But such urban densities did not suit the Gireidil psyche. Here, streets of cut stone pavement, wide enough to accommodate the freight transfers between towers, ran through a town built almost exclusively of stone, with hundreds of yards between the buildings. It was a city plan that few pre-automotive cultures could conceive. The remains and pathways scattered through the open spaces suggested gardens and parks with in most cases no buildings at all filling the gaps between. He pictured a society such as never existed on Earth or Trin, somehow simultaneously both medieval and advanced, feudal and global. He even often even saw hints of agriculture in the gaps between villas and towers.

At the shoreline, a fairly orthodox seafront district existed, but the towers converted the entire city into the ‘port’. Was it that aspect that had made this place develop in such an odd way, or the agrarian leanings of his people?

His time for reflection was cut short before he could decide the answer. They had arrived at their first destination.

- my thoughts:

I am currently posting three chapters per week on a M-W-F basis.

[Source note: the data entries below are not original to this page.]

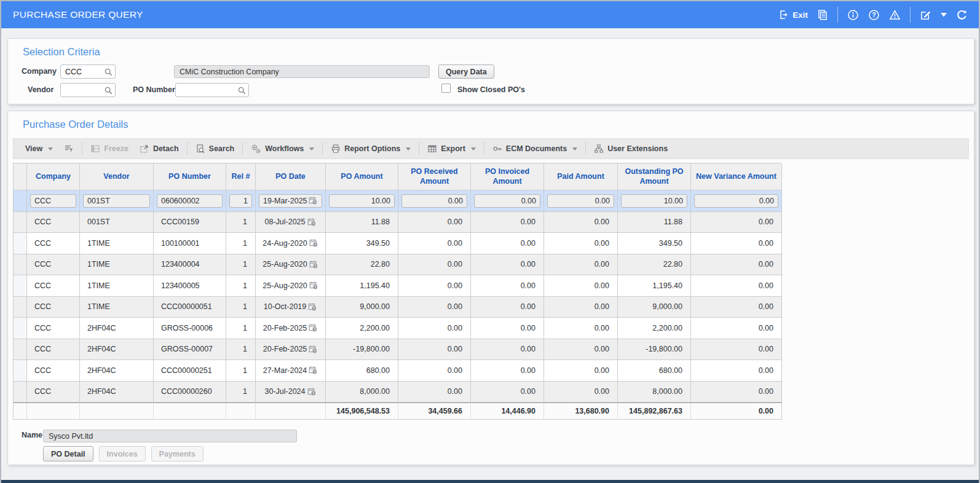 The height and width of the screenshot is (483, 980). I want to click on cell-po_amount: -19,800.00, so click(362, 350).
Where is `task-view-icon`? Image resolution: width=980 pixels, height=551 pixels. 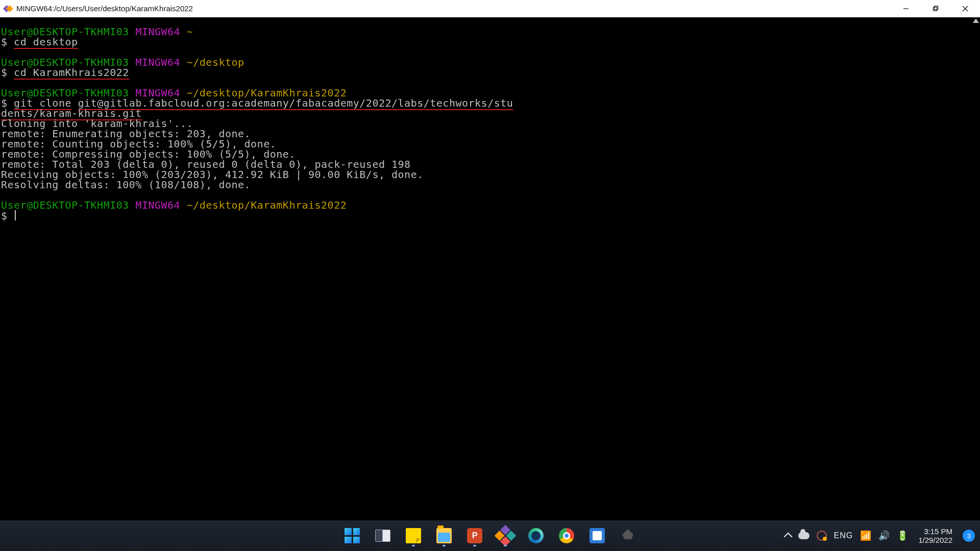
task-view-icon is located at coordinates (383, 536).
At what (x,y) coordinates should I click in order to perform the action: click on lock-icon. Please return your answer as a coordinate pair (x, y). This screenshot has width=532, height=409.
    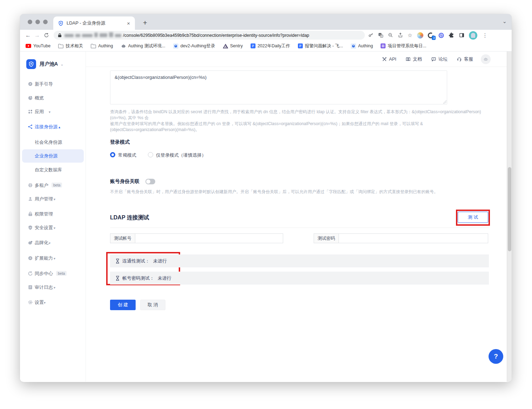
    Looking at the image, I should click on (30, 214).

I divided this volume into chapters for eventual print publication. Every seven web installments equals one print chapter. The next installment begins the final chapter of Volume 1. In other words, the volume has seven more web installments.

For those who are interested, I will be posting a short series of extras giving background information before proceeding to volume 2. Mostly, they will comprise a summary of the massive amount of detail this story contains. I realize it probably is difficult to keep up with this sort of thing in a web novel format. There will also be a pronunciation guide and a list of the cast members seen so far.